Decision Maker export: Generates CSV export code for MCMC draws for direct import into the Decision Maker.
Which tool for which audience?
Undergraduate
โ†’ Bayesian Thinking Simulator
โ†’ Bayes interactive
โ†’ Prior Lab (CI-Solver)
โ†’ GLM Conditional Distributions
โ†’ GLM 3D Visualization
โ†’ Model Architect (guided)
Graduate / MSc
โ†’ GLMM interactive
โ†’ Prior Lab (GLM Mode)
โ†’ Model Architect (complete)
โ†’ brms Model Builder
โ†’ Prior Predictive Check
โ†’ Decision Lab (HDI/ETI/ROPE)
Research & Applied
โ†’ brms Model Builder (distributional)
โ†’ Posterior PPC (Shiny)
โ†’ LOO Lab (model comparison)
โ†’ Golem Builder + Causal Calculator
โ†’ Decision Maker (APA export)
โ†’ Full workflow โ‘ โ†’โ‘ฆ
Scientific Foundations & Acknowledgments
This lab is inspired by and built upon the pedagogical and methodological approaches of the following researchers.
JKK
John K. Kruschke
The visual model diagrams and the HDI/ROPE decision logic are based on his work Doing Bayesian Data Analysis.

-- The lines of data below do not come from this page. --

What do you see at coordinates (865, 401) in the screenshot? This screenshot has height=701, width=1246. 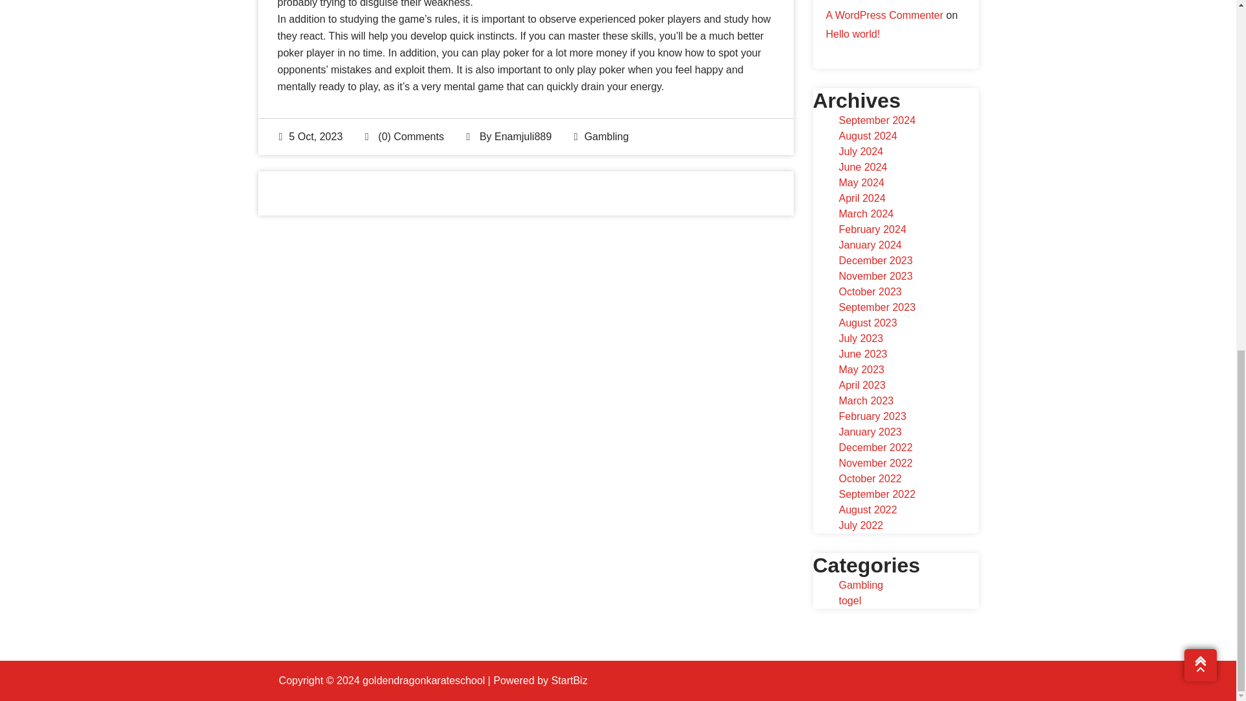 I see `March 2023` at bounding box center [865, 401].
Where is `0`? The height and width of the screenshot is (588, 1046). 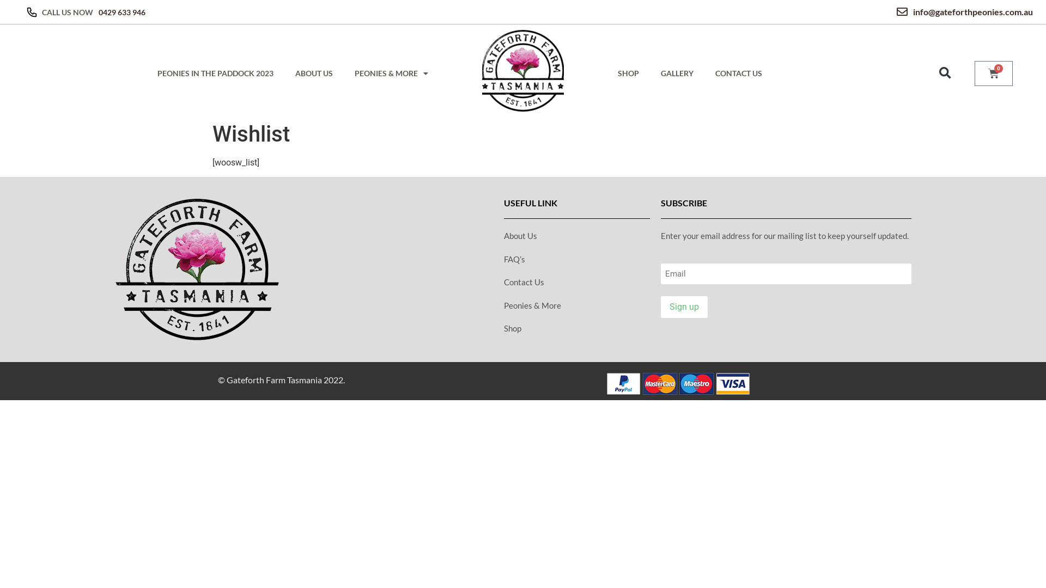
0 is located at coordinates (994, 74).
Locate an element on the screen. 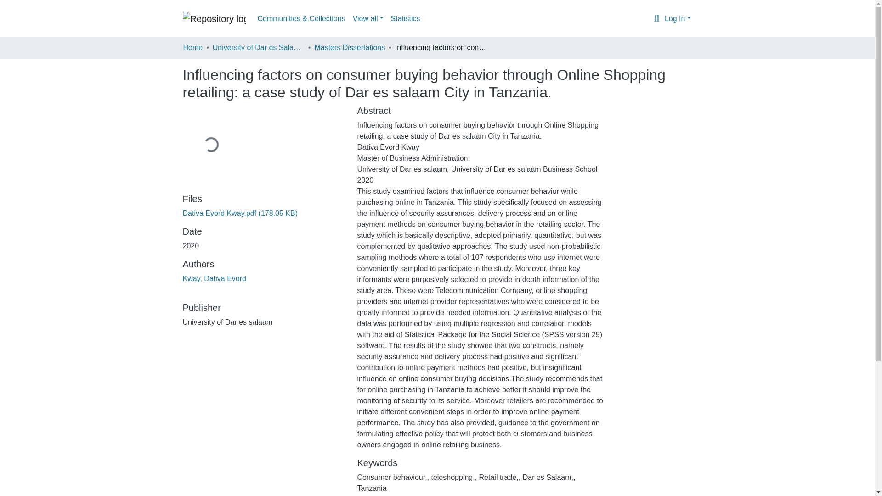 This screenshot has width=882, height=496. Kway, Dativa Evord is located at coordinates (214, 279).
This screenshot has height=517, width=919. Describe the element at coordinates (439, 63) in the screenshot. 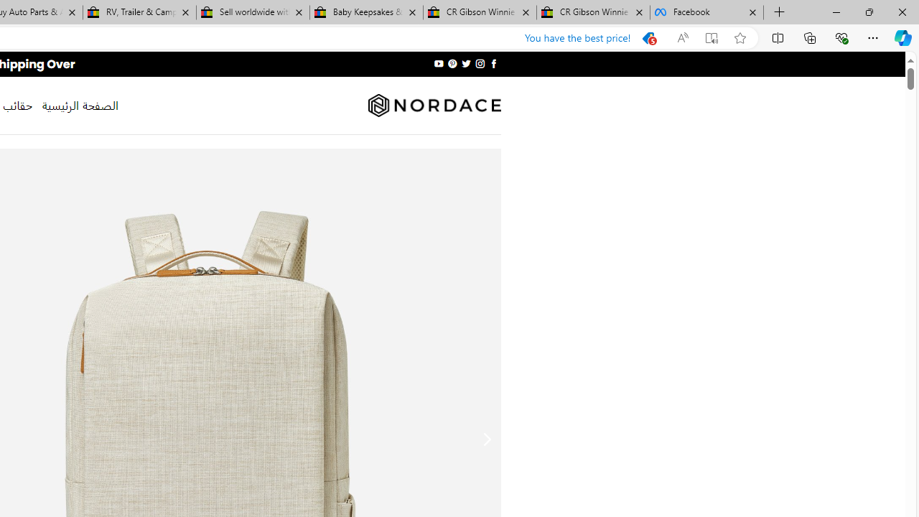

doingbayesiandataanalysis.blogspot.com โ†—
RM
Richard McElreath
Model architecture, causal inference with DAGs, and the Bayesian workflow follow his approach in Statistical Rethinking.
github.com/rmcelreath โ†—
ASK
A. Solomon Kurz
His comprehensive translations of the standard works into brms and tidyverse syntax are an invaluable resource for applied Bayesian modeling.
solomonkurz.netlify.app โ†—
PCB
Paul-Christian Bรผrkner
All code outputs from this lab target compatibility with brms, the R package for Bayesian regression modeling developed by him.